I'm thinking about a long-term investment of a workhorse that I can run on used vegetable oil. I assumed an older Land Rover was the obvious choice, but it's contradictory reports like the above that make me wonder... what I can't understand is how something that is supposed to be indestructible can have such a poor reputation for reliability.. I mean... how does that work...? My brother has a relatively new 90 (or whatever it's called now) and it's been shockingly bad. All the internet reviews say that the likes of the LandCruiser are infinitely superior, but you don't see many old ones about...Dan McNeil wrote:
Land Rover (Defender) best 4 x 4??depends how you define best.
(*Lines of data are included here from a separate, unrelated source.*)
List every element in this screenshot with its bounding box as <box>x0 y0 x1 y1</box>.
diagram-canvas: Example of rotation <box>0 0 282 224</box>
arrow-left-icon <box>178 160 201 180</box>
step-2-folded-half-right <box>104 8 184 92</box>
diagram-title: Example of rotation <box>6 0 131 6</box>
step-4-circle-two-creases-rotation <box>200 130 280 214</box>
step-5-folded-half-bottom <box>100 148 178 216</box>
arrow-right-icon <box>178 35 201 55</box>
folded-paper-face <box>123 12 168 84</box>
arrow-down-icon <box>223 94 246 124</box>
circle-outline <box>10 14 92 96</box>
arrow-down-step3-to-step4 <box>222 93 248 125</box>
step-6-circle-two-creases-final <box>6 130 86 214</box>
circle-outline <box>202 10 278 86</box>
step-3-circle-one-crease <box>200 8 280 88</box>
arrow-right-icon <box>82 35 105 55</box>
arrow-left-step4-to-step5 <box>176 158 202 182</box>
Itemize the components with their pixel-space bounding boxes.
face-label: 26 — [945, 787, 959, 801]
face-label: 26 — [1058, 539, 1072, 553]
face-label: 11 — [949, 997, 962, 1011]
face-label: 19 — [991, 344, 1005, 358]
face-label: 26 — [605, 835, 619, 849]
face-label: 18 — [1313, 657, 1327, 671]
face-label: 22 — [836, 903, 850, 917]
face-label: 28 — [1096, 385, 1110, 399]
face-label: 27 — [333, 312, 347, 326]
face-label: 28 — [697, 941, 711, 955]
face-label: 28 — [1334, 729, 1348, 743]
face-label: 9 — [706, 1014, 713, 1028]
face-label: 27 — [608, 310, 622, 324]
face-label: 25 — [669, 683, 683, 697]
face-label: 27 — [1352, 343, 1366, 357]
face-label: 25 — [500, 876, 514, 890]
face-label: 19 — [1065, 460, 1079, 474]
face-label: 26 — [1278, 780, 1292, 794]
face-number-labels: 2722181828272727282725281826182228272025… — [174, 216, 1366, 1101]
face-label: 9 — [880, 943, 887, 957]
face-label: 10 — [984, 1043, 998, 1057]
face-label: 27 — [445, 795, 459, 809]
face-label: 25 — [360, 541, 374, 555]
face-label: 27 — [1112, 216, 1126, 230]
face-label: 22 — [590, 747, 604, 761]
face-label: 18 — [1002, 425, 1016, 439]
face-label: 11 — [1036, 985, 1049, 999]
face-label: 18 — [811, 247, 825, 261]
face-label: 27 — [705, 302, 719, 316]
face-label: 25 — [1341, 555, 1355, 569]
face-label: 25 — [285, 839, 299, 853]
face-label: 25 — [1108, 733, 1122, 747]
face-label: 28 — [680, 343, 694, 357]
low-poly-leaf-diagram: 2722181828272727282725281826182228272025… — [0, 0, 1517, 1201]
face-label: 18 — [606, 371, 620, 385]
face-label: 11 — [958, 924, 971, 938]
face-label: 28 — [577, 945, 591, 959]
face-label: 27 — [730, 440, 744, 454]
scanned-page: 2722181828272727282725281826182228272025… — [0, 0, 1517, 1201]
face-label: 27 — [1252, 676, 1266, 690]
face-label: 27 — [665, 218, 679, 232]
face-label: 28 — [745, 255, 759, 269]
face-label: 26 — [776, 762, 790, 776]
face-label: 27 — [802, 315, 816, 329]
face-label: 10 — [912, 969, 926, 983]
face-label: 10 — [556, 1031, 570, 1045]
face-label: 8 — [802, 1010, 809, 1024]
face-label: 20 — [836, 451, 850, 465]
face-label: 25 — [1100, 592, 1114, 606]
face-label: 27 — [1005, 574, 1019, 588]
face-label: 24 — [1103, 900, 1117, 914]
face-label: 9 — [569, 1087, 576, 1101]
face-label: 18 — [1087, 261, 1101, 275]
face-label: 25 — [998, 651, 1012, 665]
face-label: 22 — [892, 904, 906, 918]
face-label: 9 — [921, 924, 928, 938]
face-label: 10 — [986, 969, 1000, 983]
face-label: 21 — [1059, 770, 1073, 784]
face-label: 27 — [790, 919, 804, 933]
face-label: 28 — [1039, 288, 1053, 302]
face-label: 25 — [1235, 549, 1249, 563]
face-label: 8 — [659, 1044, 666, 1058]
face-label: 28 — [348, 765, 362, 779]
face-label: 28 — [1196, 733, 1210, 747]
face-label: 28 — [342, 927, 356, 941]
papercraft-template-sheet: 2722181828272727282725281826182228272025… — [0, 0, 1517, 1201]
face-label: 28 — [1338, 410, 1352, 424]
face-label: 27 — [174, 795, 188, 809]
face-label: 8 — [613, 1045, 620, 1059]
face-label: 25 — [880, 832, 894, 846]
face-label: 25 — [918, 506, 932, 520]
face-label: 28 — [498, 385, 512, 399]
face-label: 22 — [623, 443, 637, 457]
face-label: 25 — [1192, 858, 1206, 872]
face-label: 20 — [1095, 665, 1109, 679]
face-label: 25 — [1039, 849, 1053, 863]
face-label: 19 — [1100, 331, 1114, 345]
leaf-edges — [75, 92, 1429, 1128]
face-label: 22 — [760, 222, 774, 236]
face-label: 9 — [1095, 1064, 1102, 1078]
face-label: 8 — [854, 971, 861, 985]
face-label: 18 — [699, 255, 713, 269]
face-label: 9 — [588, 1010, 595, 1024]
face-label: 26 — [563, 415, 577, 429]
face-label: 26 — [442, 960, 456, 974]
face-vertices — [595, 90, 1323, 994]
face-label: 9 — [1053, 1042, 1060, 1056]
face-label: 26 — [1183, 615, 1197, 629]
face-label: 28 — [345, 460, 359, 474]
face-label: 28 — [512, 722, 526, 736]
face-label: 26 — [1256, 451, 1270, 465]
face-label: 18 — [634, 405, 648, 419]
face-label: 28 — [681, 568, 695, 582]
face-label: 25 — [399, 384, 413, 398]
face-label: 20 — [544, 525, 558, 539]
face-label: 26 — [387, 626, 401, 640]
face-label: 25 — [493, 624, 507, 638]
...reliability is simply not up to Jap standards. This might not be a problem in the UK, where a breakdown might be an (expensive) annoyance.
... Poor reliability in outback conditions is a killer. Just about everybody doing that kind of travel used (and still uses) Toyota Landcruisers, Daihatsu Fourtraks (a brilliant 4 x4 ? simple like the Land Rover but 10 times more trustworthy), Mitsubishi Shoguns etc.
This was a while ago, and I?d expect Land Rover to have improved a bit since then, but you only have to look at JD Power or similar to see the Jap stuff is still miles ahead.
All the best,
Dan.
I've come to the conclusion that peak oil doesn't mean the end of cars. It just means that the middle class and the working class will no longer be able to afford them.mikepepler wrote:That's a lot of money though...
25 grand? Yikes! The thought of having that much money! Let alone wasting it on a vehicle! 25 grand...fifthcolumn wrote:i.e. if you can't afford a car that costs 25 grand now then you won't be able to afford a half decent electric car five years from now when things are really tight.
25 grand on a five year lease probably costs somewhere around 500 quid a month.emordnilap wrote: 25 grand? Yikes! The thought of having that much money! Let alone wasting it on a vehicle! 25 grand...
25K on something that rusts and depreciates!!! No chance! What a waste of money. I'd rather get a horse.fifthcolumn wrote:25 grand on a five year lease probably costs somewhere around 500 quid a month.emordnilap wrote: 25 grand? Yikes! The thought of having that much money! Let alone wasting it on a vehicle! 25 grand...
A significant chunk of change to be sure but put into perspective: someone on minimum wage living with their parents could conceivably pay for one of those things and then have a competitive advantage if they decided to run a little business at the weekend....
So not quite as expensive as it looks on the surface.